I then realized that I could essentially overcome this issue altogether if I could find a way to wrap a function in my own calling convention defined in C. More specifically, it would work if I could find a way to transform a function of any type into to a function of a single specific type:

 

void wrapped_function(void* out, void* args);

 

Any function of this specific type could be called using all the runtime data I had gathered. And provided it semantically did what was intended - everything would work perfectly! So the final trick was in this transformation.
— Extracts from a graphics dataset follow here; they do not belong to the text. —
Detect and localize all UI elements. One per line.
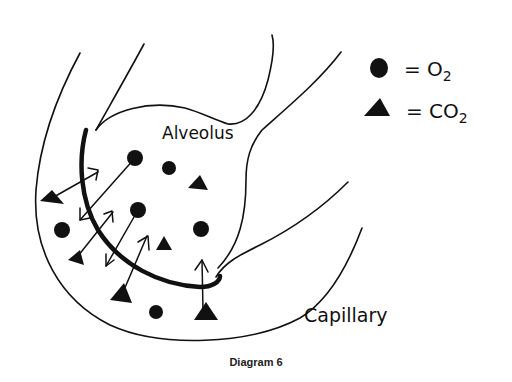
capillary-inner-wall-lower	[216, 182, 348, 277]
capillary-inner-wall	[96, 44, 144, 130]
diagram-caption: Diagram 6	[229, 356, 282, 368]
alveolus-outline-right	[218, 52, 341, 268]
alveolus-label: Alveolus	[162, 123, 234, 143]
legend-co2-text: = CO2	[406, 99, 468, 126]
o2-molecule	[54, 222, 70, 238]
legend: = O2 = CO2	[364, 57, 468, 126]
co2-diffusion-arrow	[52, 172, 98, 198]
gas-exchange-diagram: Alveolus Capillary = O2 = CO2 Diagram 6	[0, 0, 512, 382]
co2-triangle-icon	[364, 98, 390, 116]
co2-molecule	[188, 175, 208, 190]
co2-molecule	[40, 190, 64, 204]
o2-molecule	[162, 161, 176, 175]
co2-molecule	[110, 283, 132, 303]
legend-o2-text: = O2	[404, 57, 452, 84]
o2-circle-icon	[370, 58, 388, 78]
capillary-label: Capillary	[304, 304, 388, 326]
co2-molecule	[194, 302, 218, 320]
co2-molecule	[156, 236, 172, 250]
o2-molecule	[149, 305, 163, 319]
o2-molecule	[193, 221, 209, 237]
co2-diffusion-arrow	[202, 260, 203, 310]
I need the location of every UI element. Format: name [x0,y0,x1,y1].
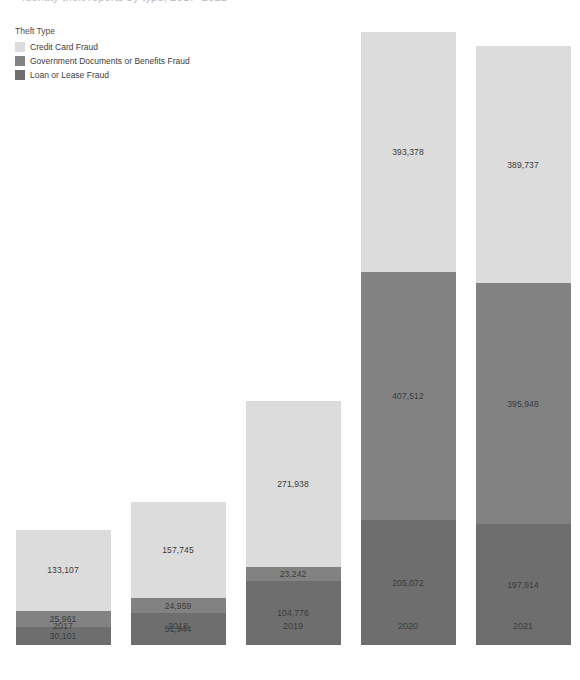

I'd already decided one of my goals was to leave the existing source unedited so doing a source transformation, although easy, wasn't really an option. Luckily it turns out that this particlar transformation is possible using only macros and nested function declarations. In general, if we assume data is stacked compactly and in a FIFO order then we can imagine the transformation macro looking something like this:

 

ret_t function(arg0_t, arg1_t, arg2_t, ...);

/* == Transforms To ==> */

void wrapped_function(void* out, void* args) {
  arg0_t a0 = *(arg0_t*)args;
  arg1_t a1 = *(arg1_t*)(args + sizeof(arg0_t));
  arg2_t a2 = *(arg2_t*)(args + sizeof(arg0_t) + sizeof(arg1_t));
  ...
  *(ret_t*)out = function(a0, a1, a2, ...);
}

 

The C macro system can express such a transformation with two limitations. Firstly the varadic macro system is not powerful enough to properly express the transformation needed on each argument and secondly if a function has return type of void then writing to the "out" variable is invalid syntax. Both of these issues can be overcome by writing variations of the macro depending on argument count and if it returns void.

 

All Togther

With the above systems on top of each other we end up with a system for runtime introspection of types in C as well as systems for converting between types in different languages. We even have the ability to call arbritary C functions with argument data in a different language. With all the heavy macro use it might not be seen as a pretty solution but I hope after explaining the internals it is clear that there isn't anything too horrible going on - and most of it is just to save typing.